The Apple effect is rubbing off on Citrix, with the desktop virtualisation specialist posting 16% year-over-year growth for the second quarter of 2012.
Sales of iPads and tablet computers have driven adoption of XenApps, said Citrix CEO Mark Templeton in its earnings call.
"We're seeing the impact of mobile devices such as the iPad and other tablets to be really positive to XenApp and XenDesktop business," he said.
Tablets do not run traditional desktop applications, said Templeton, "so we see a lot of customers wanting to selectively deliver line-of-business-type Windows-based apps to that kind of platform".
The company reported that its product and licences revenue increased by 10%, and net income for the second quarter of fiscal 2012 was $92m.
Citrix chief financial officer David James Henshall said the company had made $20m+ deals.
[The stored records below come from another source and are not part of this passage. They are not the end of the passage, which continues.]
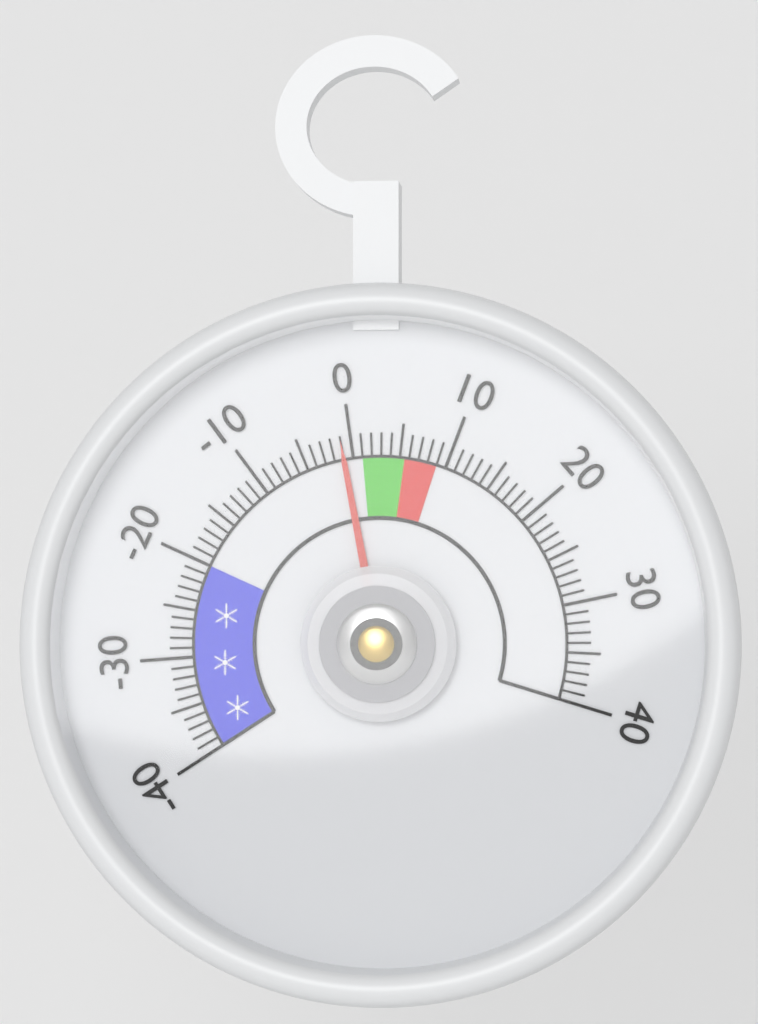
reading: -1 (no unit)
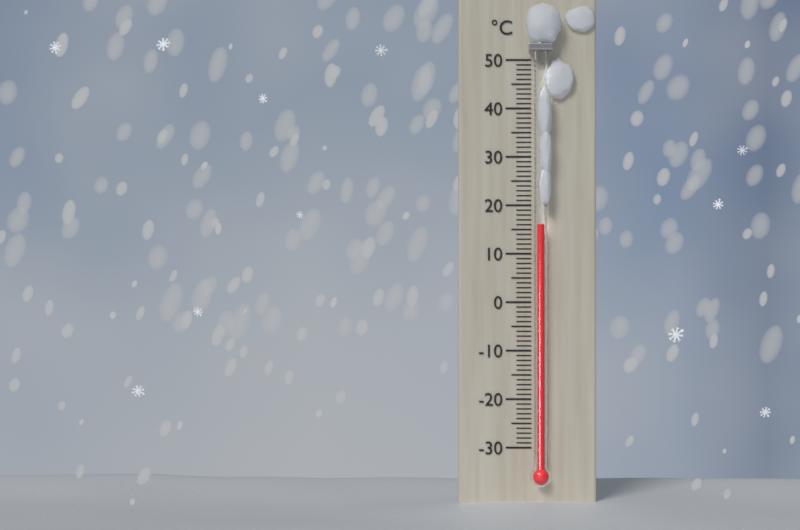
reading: 16 °C
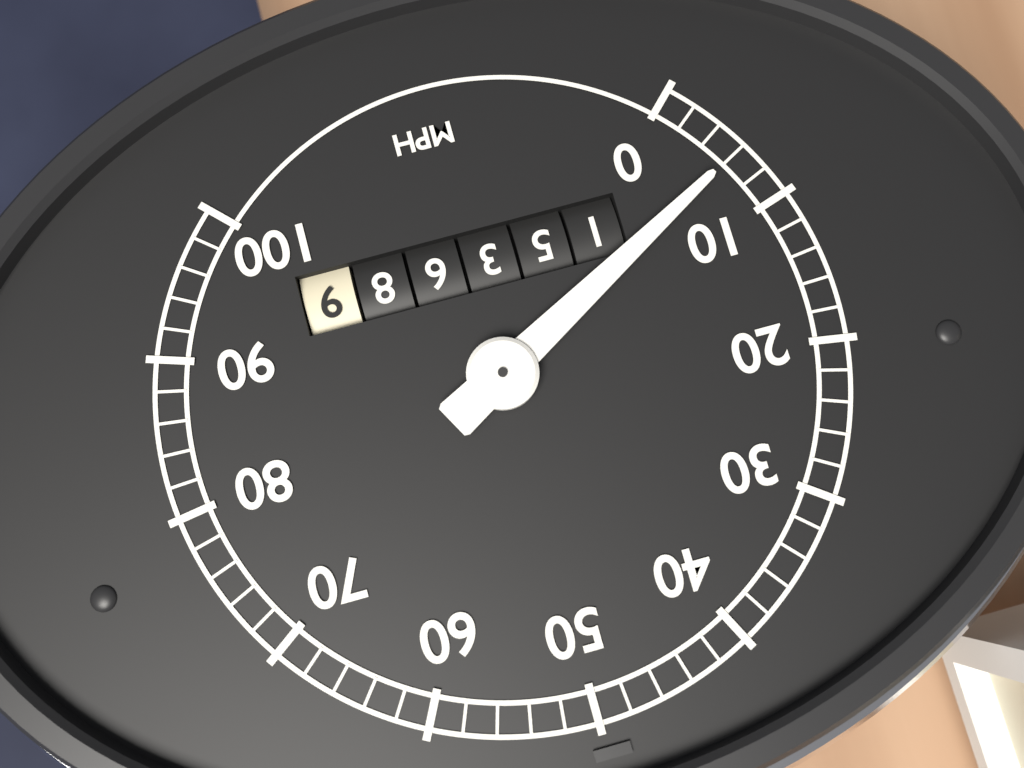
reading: 6 mph
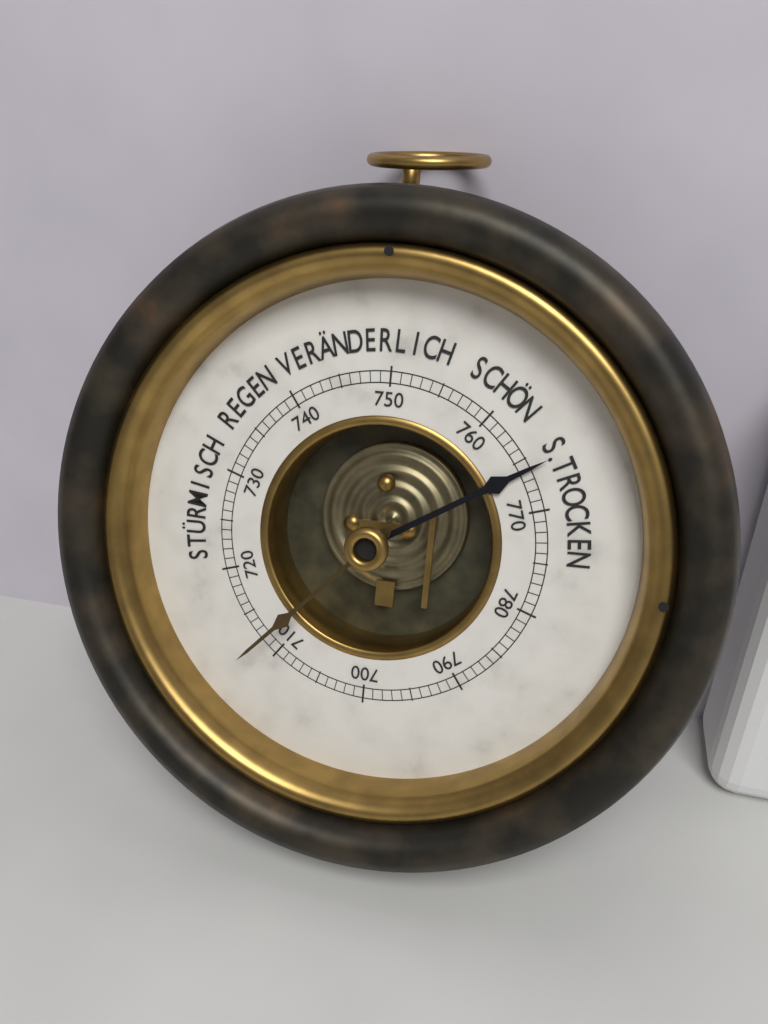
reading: 766 mmHg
"We transacted with more than 3,000 different customers, including 144 deals for more than 1,000 seats of XenDesktop and 25 deals for more than 5,000 seats," he said. "We're doing really well with medium and large customers, and that's true across all geographies."
In May, the company unveiled Project Avalon, which is designed to enable businesses to deploy personalised Windows apps and desktops in a private cloud across single or multiple sites.
At the time, Templeton said Avalon was all about multi-site, multi-tenancy, which means customers can mix multiple versions of Windows Server, XenApp and XenDesktop across a private or public cloud and manage it all through application programming interfaces.